Abstract
Abstract
Grid orientation effect (GOE) is the appearance of preferential flow along grid coordinate directions in numerical reservoir simulation. GOE is most evident in simulations with strong adverse mobility ratios, such as immiscible gas injection and steamfloods. Motivated by previous work, an eleven-point finite difference formulation for multiphase flow is investigated and found to reduce errors for steamfloods using structured grids. The eleven-point formulation is implemented in a parallel, fully-implicit reservoir simulator with thermal, black-oil and compositional formulations, and the implementation supports both local grid refinement (LGR) and dual-porosity, dual-permeability (DPDK) modeling. Systematic tests are performed for compositional steamflood cases with different grid resolutions and grid coordinate angles between wells. A comparison of seven and eleven-point formulation results, using different grid scales and hybrid unstructured grids, demonstrate that the eleven-point scheme is effective in mitigating GOE and can leverage the benefits of structured LGR and DPDK options. Using grid-refinement as a means of reducing GOE is case dependent and is not always successful. Additional results suggest that using grid refinement with local application of the eleven-point scheme around only the injector does help mitigate GOE with increased computational efficiency, but GOE is not reduced as well as when the eleven-point scheme is used in the entire grid-system.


Description of the task
Collect every line in the records below that contains the word "caption".

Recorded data
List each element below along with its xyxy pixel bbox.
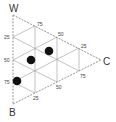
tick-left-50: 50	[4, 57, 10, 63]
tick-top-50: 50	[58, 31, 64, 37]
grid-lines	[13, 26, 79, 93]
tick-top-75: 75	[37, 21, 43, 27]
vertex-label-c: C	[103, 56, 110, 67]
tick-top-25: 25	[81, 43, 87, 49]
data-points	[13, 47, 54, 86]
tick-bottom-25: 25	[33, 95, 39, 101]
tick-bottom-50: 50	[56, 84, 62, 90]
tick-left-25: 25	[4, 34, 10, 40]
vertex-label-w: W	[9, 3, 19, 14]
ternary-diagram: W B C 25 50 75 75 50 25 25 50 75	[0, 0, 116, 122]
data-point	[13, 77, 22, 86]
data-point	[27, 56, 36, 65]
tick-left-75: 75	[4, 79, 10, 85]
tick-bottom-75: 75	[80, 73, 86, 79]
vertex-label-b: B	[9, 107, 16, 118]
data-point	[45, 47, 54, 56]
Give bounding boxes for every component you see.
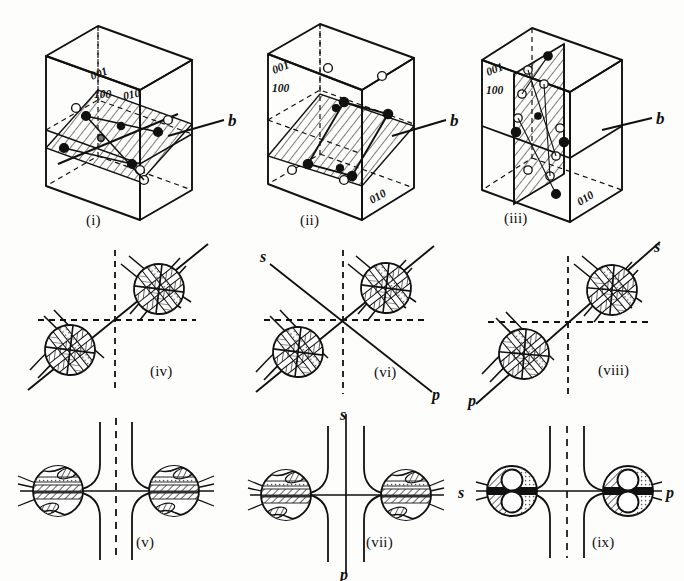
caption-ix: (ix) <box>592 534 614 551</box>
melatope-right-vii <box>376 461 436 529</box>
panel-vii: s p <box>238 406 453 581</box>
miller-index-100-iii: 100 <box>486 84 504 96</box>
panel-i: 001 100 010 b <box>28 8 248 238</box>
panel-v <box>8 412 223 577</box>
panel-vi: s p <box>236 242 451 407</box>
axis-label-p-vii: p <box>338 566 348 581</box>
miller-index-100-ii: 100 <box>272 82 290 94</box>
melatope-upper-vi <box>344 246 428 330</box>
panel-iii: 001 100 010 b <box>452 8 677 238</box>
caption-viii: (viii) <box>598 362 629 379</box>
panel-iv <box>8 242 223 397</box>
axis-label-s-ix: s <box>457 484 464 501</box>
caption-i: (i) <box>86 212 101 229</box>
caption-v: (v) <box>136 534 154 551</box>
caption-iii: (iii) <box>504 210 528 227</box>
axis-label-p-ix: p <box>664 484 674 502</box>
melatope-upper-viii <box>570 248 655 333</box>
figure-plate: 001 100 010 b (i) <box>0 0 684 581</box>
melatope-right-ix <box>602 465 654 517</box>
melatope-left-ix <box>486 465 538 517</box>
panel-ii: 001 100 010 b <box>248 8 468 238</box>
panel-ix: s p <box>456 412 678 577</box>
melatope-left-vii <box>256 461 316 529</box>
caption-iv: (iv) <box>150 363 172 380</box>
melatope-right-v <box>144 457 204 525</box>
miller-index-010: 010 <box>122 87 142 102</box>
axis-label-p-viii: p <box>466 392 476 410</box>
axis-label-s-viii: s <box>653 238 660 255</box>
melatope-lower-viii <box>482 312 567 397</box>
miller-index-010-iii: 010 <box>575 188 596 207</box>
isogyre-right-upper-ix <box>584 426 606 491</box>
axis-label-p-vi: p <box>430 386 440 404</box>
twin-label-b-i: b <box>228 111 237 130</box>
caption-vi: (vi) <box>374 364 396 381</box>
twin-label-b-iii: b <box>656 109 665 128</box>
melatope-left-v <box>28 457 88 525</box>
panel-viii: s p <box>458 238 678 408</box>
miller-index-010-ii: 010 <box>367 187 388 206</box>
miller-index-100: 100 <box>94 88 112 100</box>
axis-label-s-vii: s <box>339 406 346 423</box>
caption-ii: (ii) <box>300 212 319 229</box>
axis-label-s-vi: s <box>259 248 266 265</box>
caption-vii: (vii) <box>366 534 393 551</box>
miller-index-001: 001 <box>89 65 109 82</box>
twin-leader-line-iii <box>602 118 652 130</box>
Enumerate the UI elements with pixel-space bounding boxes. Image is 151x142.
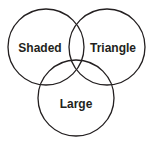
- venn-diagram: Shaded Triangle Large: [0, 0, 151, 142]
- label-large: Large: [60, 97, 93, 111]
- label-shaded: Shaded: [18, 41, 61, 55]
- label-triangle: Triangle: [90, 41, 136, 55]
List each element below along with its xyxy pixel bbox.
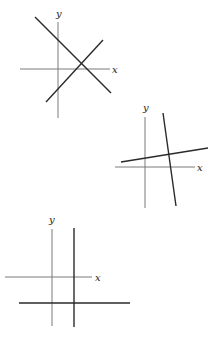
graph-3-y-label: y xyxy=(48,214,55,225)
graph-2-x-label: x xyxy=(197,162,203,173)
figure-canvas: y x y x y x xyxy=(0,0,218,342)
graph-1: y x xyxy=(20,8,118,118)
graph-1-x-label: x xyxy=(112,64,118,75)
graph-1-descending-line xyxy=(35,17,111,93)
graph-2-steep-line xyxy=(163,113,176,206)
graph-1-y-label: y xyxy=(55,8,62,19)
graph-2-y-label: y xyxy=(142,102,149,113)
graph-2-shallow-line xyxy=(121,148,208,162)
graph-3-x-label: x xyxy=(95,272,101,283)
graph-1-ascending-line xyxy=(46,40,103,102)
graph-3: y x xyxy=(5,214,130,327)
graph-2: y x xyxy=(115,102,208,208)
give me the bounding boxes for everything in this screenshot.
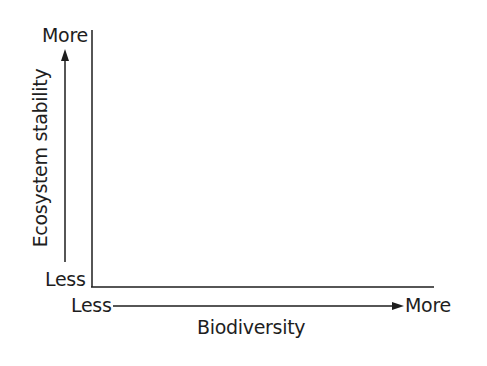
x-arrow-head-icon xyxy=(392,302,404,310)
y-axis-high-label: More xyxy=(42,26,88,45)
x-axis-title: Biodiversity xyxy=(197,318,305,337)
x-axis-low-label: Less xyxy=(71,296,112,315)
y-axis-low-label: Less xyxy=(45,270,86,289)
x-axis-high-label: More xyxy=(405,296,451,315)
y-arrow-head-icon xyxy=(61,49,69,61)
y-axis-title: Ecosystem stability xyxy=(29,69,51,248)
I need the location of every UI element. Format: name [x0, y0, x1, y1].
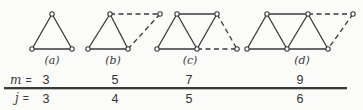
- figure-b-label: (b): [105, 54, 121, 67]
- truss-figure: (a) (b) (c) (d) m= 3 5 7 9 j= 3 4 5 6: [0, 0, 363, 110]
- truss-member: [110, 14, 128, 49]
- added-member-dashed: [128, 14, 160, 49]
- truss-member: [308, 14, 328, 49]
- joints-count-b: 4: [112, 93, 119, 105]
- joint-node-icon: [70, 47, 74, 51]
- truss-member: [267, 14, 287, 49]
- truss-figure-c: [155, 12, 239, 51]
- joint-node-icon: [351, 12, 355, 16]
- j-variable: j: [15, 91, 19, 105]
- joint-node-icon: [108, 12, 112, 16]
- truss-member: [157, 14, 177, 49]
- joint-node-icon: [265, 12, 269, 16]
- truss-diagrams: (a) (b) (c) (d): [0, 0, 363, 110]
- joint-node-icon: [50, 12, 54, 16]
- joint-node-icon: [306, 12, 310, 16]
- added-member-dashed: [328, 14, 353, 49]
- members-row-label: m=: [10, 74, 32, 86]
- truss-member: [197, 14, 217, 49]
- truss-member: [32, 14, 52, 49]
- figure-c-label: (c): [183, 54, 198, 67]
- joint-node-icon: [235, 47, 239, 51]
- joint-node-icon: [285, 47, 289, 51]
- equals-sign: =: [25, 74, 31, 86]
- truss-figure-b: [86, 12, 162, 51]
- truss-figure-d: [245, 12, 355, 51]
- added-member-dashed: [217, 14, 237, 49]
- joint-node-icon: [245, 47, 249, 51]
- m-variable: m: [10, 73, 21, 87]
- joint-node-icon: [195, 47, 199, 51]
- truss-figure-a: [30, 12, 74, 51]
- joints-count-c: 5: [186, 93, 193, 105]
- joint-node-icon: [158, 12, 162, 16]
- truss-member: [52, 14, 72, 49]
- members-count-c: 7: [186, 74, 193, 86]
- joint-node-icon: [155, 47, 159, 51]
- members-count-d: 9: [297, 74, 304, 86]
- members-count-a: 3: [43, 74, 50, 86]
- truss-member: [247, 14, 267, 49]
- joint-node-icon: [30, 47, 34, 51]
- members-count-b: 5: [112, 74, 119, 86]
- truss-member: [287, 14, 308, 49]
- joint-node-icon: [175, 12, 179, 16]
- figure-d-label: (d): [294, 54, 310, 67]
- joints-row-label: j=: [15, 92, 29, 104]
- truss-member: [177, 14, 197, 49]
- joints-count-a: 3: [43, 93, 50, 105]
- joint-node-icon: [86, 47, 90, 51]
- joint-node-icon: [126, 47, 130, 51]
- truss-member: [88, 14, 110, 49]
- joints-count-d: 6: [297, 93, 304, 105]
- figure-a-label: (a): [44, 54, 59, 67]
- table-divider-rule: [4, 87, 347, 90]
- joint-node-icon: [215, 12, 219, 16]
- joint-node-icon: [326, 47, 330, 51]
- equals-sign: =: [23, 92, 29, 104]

* * *

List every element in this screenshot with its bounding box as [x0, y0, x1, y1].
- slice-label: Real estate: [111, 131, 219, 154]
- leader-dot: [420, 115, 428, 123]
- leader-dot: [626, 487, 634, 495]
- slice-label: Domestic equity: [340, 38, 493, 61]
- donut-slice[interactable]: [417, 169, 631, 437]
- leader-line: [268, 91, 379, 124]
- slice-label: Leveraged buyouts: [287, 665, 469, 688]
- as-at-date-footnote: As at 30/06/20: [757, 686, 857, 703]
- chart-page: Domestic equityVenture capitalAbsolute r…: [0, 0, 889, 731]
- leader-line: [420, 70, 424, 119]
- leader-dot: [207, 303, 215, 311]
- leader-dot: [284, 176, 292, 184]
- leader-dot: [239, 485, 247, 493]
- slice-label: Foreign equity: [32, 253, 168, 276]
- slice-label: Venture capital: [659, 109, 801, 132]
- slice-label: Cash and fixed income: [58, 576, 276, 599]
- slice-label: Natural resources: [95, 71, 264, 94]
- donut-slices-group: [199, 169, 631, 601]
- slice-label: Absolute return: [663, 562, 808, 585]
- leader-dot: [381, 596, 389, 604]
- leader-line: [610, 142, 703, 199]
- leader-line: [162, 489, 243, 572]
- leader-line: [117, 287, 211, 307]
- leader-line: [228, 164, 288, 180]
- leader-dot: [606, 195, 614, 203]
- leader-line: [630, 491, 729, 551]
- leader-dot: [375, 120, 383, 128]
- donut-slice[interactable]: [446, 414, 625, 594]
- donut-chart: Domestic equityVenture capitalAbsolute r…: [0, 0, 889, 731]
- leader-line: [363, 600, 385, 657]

==

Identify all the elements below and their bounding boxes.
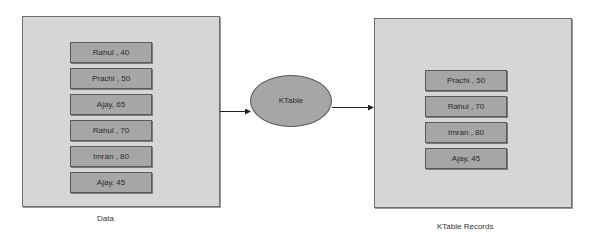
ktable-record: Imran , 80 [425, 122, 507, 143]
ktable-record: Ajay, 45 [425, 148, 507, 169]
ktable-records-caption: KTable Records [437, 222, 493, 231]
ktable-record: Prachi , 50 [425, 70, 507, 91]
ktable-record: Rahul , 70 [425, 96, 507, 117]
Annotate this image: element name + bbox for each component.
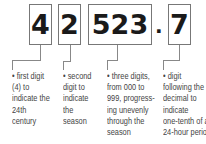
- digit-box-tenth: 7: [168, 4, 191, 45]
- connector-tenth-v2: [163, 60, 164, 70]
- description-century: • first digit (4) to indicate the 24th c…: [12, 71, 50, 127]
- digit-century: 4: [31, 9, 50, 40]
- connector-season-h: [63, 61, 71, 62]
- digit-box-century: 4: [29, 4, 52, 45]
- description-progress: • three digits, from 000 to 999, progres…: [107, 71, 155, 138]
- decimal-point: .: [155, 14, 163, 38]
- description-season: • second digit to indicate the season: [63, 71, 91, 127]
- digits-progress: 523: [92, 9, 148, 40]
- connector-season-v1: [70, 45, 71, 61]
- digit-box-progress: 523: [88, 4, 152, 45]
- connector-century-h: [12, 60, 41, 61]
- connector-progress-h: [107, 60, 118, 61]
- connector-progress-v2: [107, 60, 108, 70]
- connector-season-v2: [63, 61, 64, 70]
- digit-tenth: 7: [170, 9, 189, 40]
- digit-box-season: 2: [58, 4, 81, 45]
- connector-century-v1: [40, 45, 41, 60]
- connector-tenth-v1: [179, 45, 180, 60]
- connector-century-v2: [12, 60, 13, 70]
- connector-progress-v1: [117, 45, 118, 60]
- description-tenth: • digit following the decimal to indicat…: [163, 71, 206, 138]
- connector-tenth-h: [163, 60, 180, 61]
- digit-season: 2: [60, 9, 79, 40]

Response to the task
caption-ix: (ix) <box>592 534 614 551</box>
caption-viii: (viii) <box>598 362 629 379</box>
caption-i: (i) <box>86 212 101 229</box>
caption-v: (v) <box>136 534 154 551</box>
caption-iii: (iii) <box>504 210 528 227</box>
caption-iv: (iv) <box>150 363 172 380</box>
caption-vi: (vi) <box>374 364 396 381</box>
caption-ii: (ii) <box>300 212 319 229</box>
caption-vii: (vii) <box>366 534 393 551</box>
ktable-records-caption: KTable Records [437, 222, 493, 231]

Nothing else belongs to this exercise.